Work instructions:
Please return only the lines between the line with "is (1695, 953)." and the final line of the entries, both included, and exclude pictures.

------ Data for analysis ------

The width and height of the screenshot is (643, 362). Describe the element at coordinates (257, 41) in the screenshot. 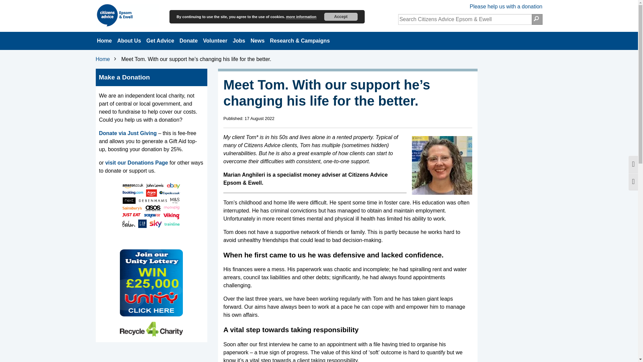

I see `News` at that location.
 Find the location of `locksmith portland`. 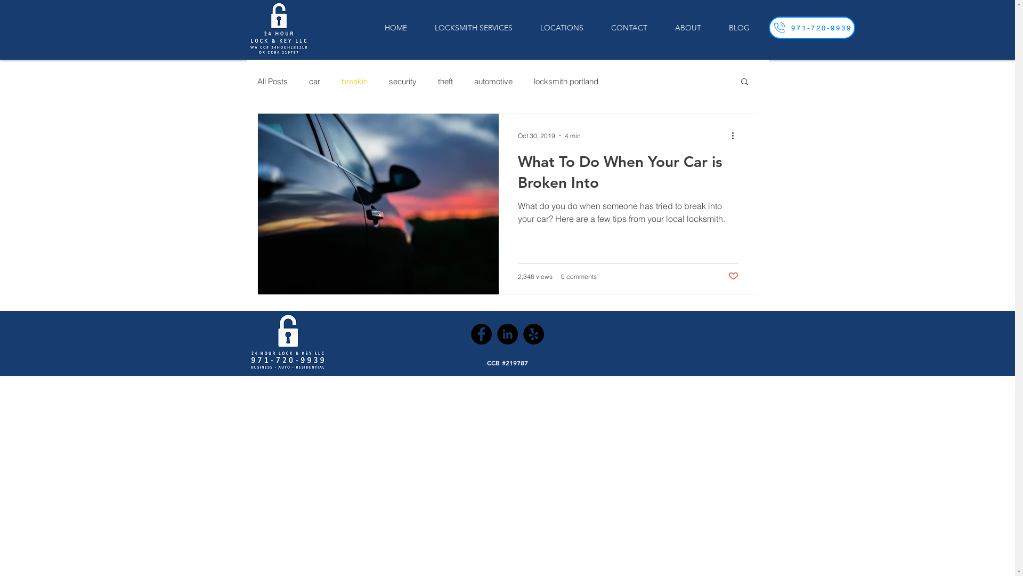

locksmith portland is located at coordinates (566, 81).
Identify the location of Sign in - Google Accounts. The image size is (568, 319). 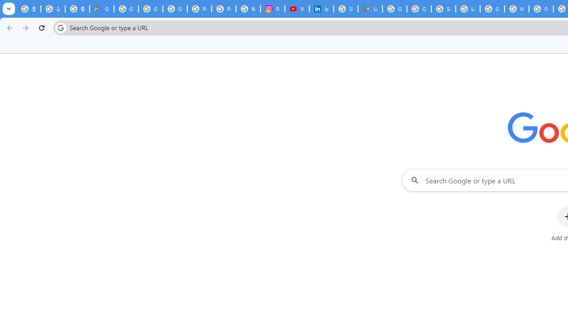
(443, 9).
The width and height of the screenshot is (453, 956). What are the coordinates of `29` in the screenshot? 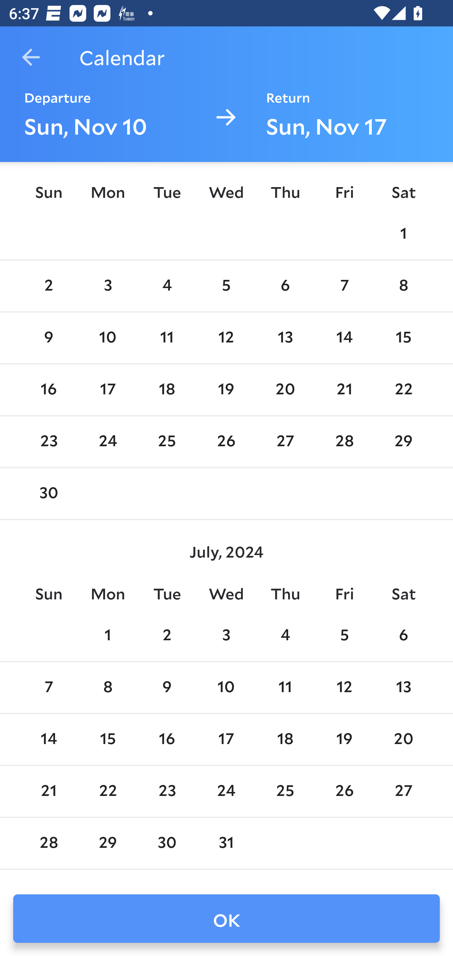 It's located at (403, 441).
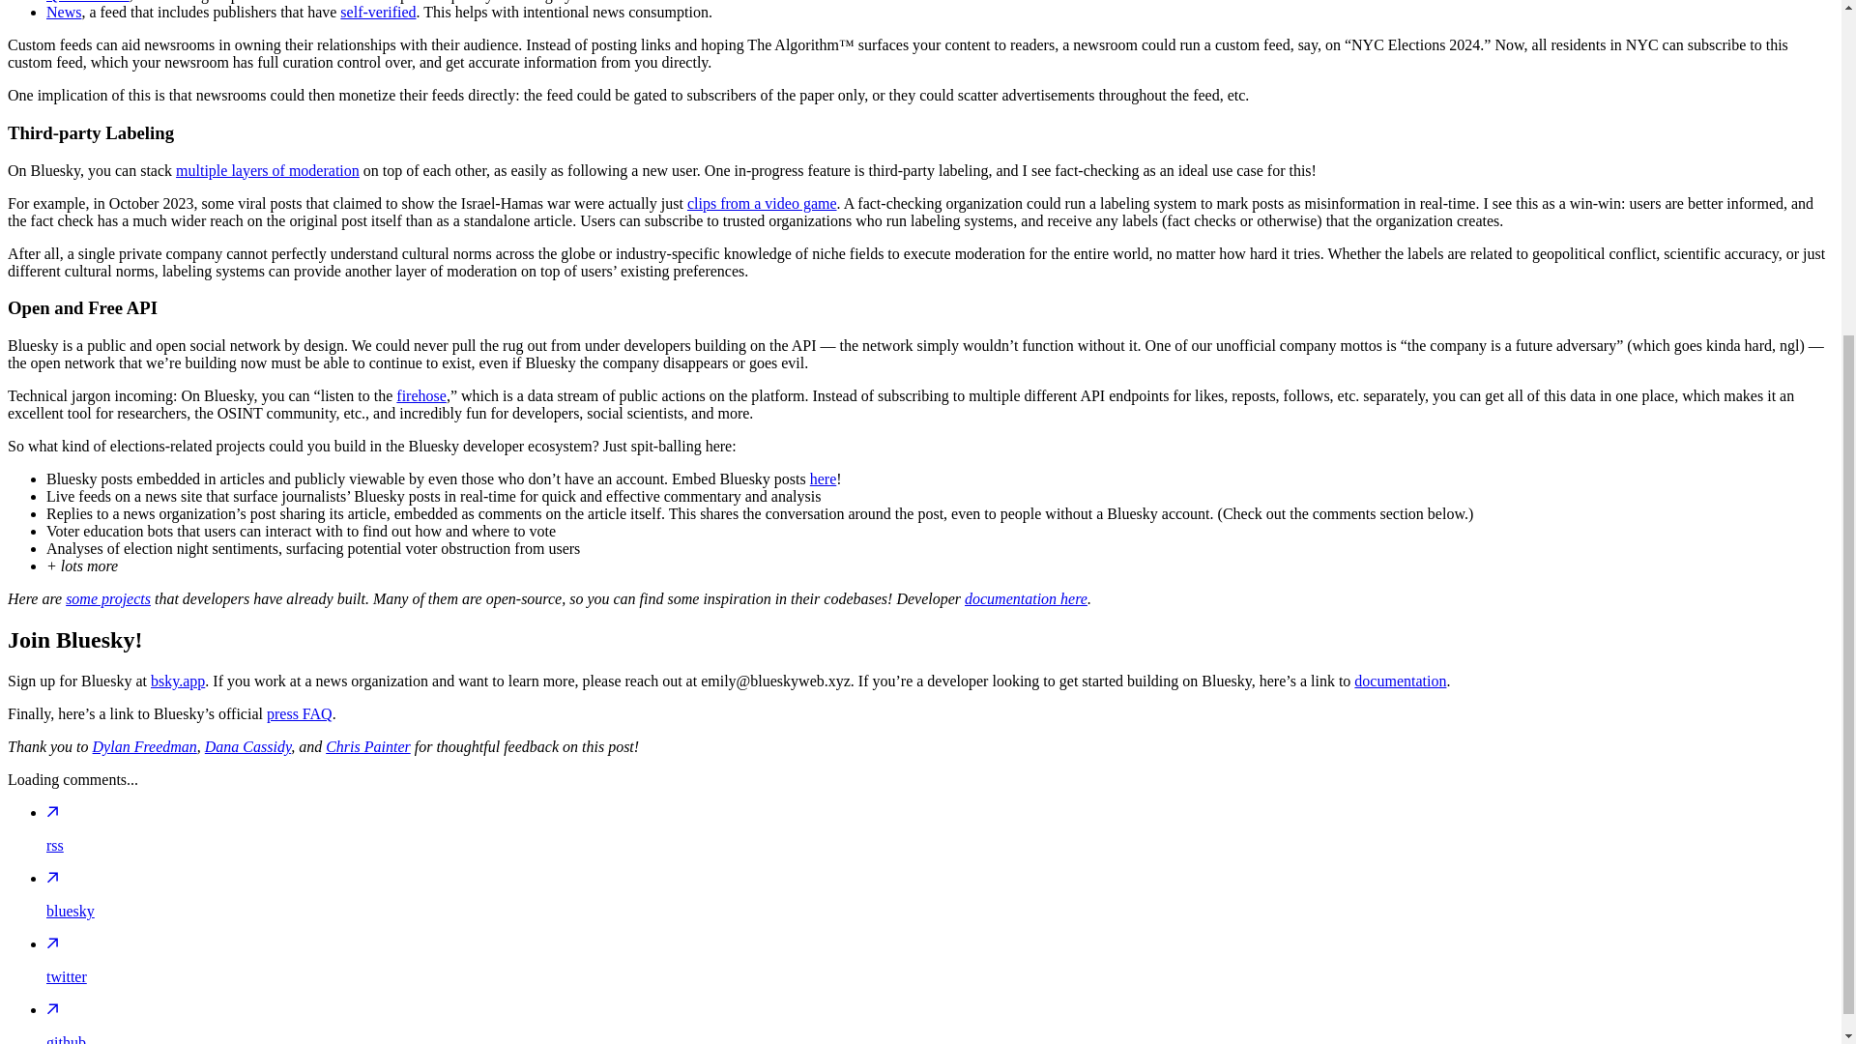 The height and width of the screenshot is (1044, 1856). Describe the element at coordinates (268, 169) in the screenshot. I see `multiple layers of moderation` at that location.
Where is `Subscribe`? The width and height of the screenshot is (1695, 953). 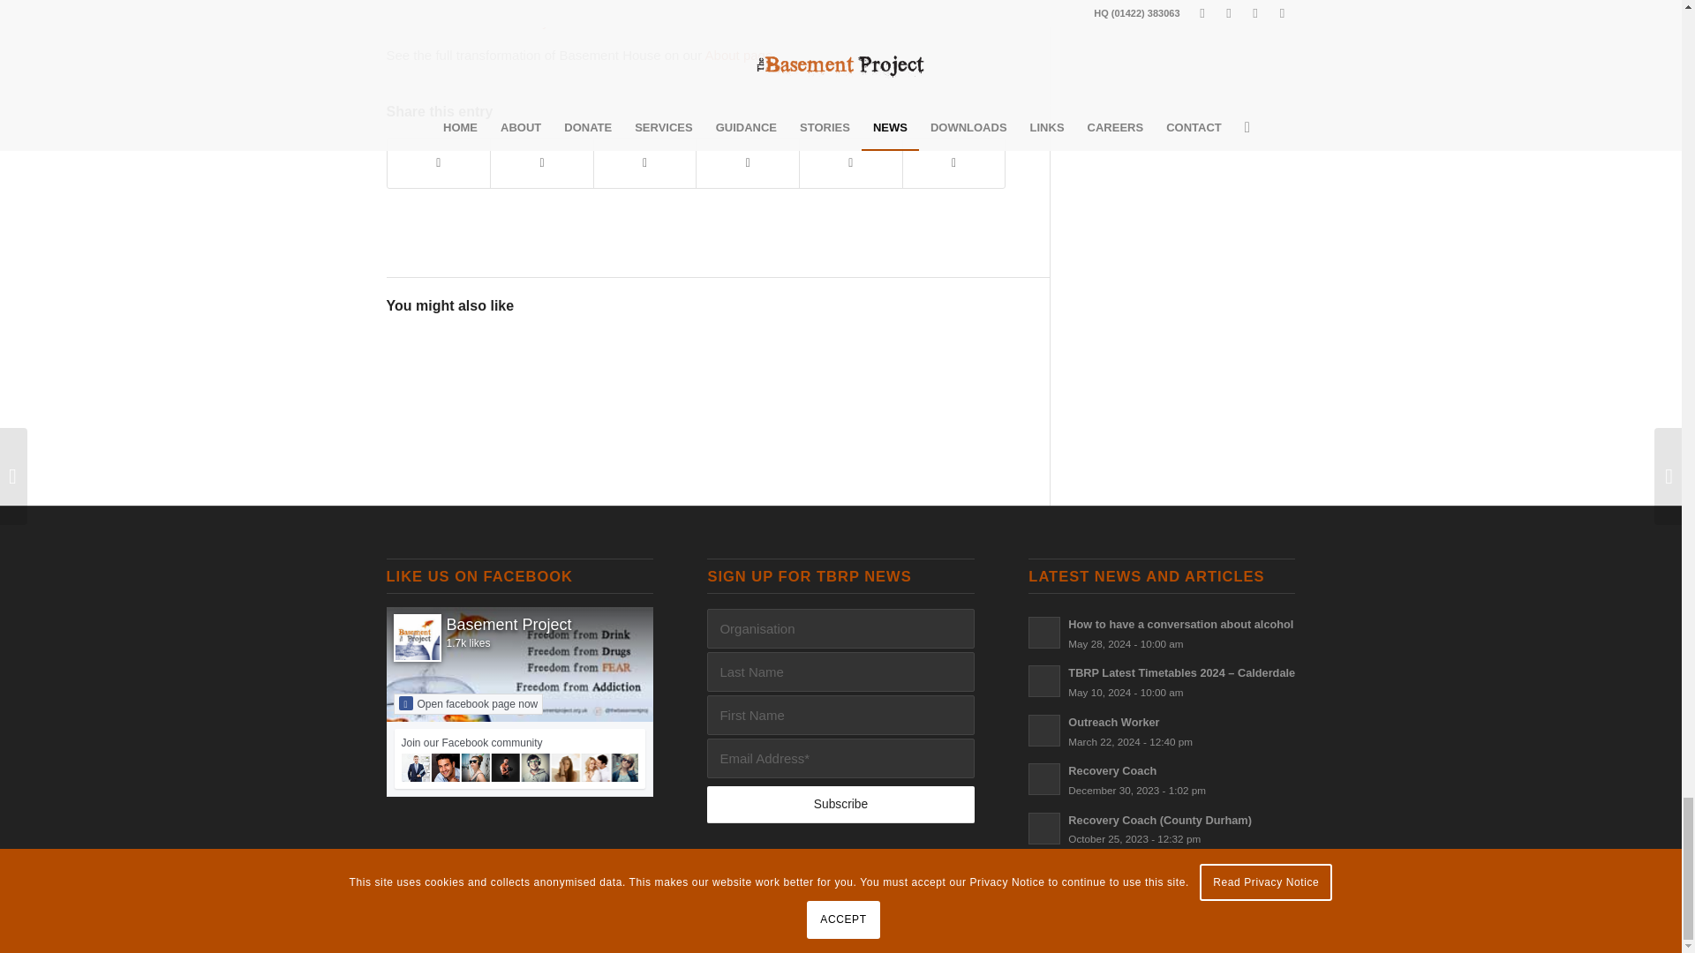
Subscribe is located at coordinates (840, 805).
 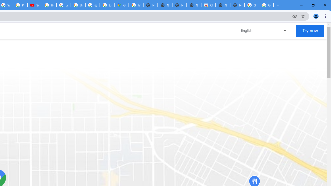 What do you see at coordinates (295, 16) in the screenshot?
I see `Third-party cookies blocked` at bounding box center [295, 16].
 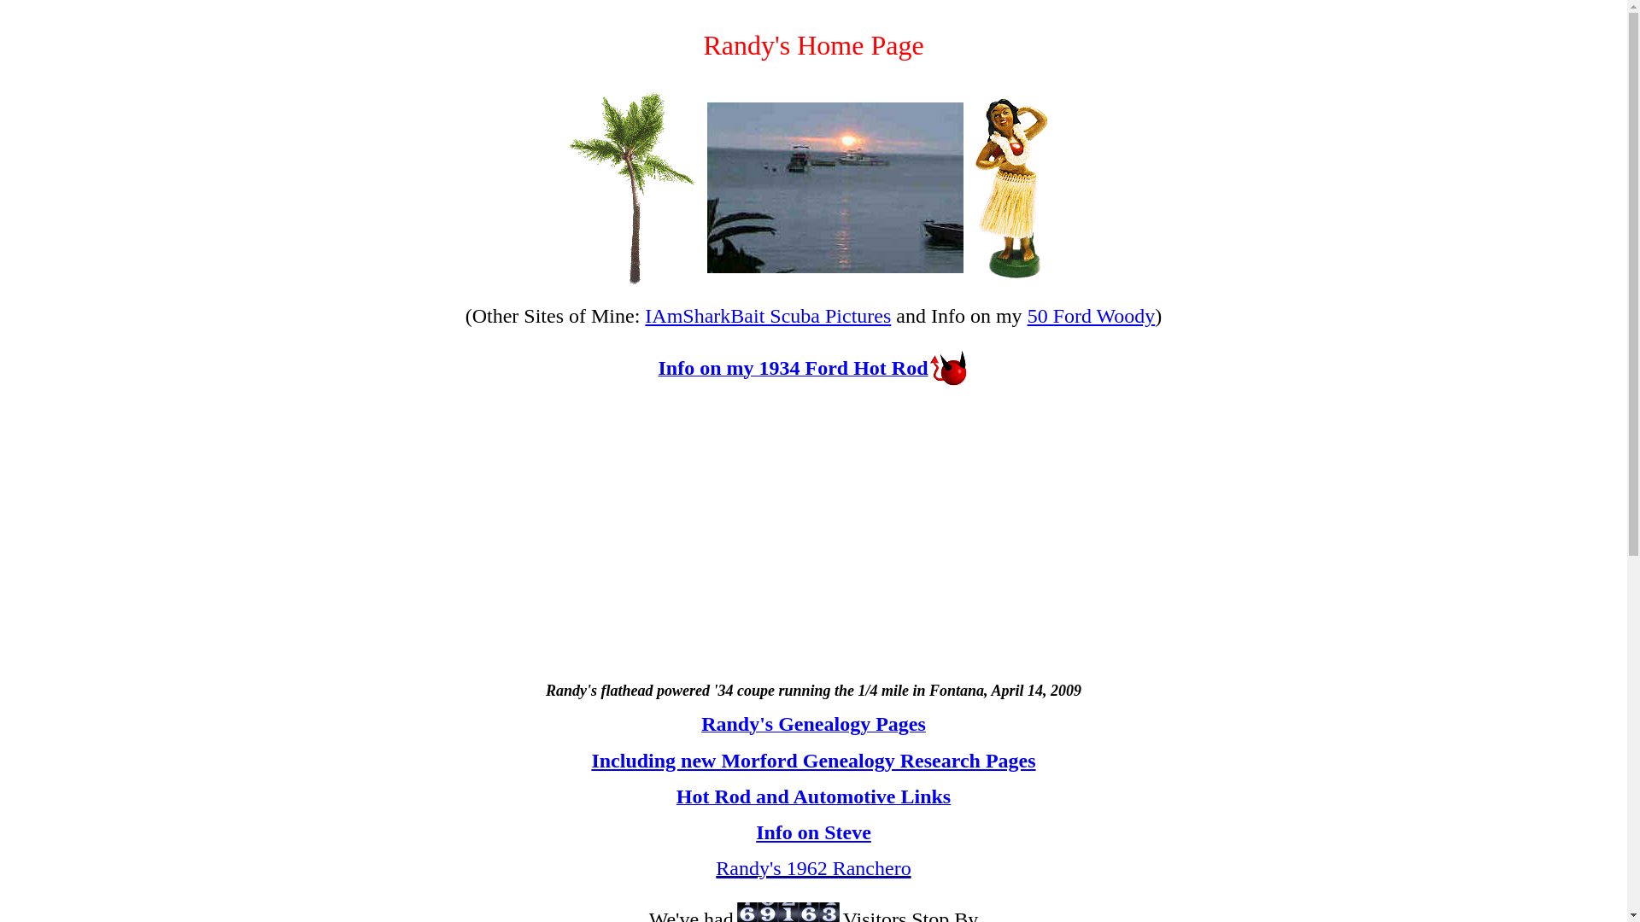 I want to click on Info on my 1934 Ford Hot Rod, so click(x=793, y=369).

------

Solution:
Where is `Subscribe`? The width and height of the screenshot is (1695, 953). 
Subscribe is located at coordinates (840, 805).
  What do you see at coordinates (295, 16) in the screenshot?
I see `Third-party cookies blocked` at bounding box center [295, 16].
  I want to click on Info on my 1934 Ford Hot Rod, so click(x=793, y=369).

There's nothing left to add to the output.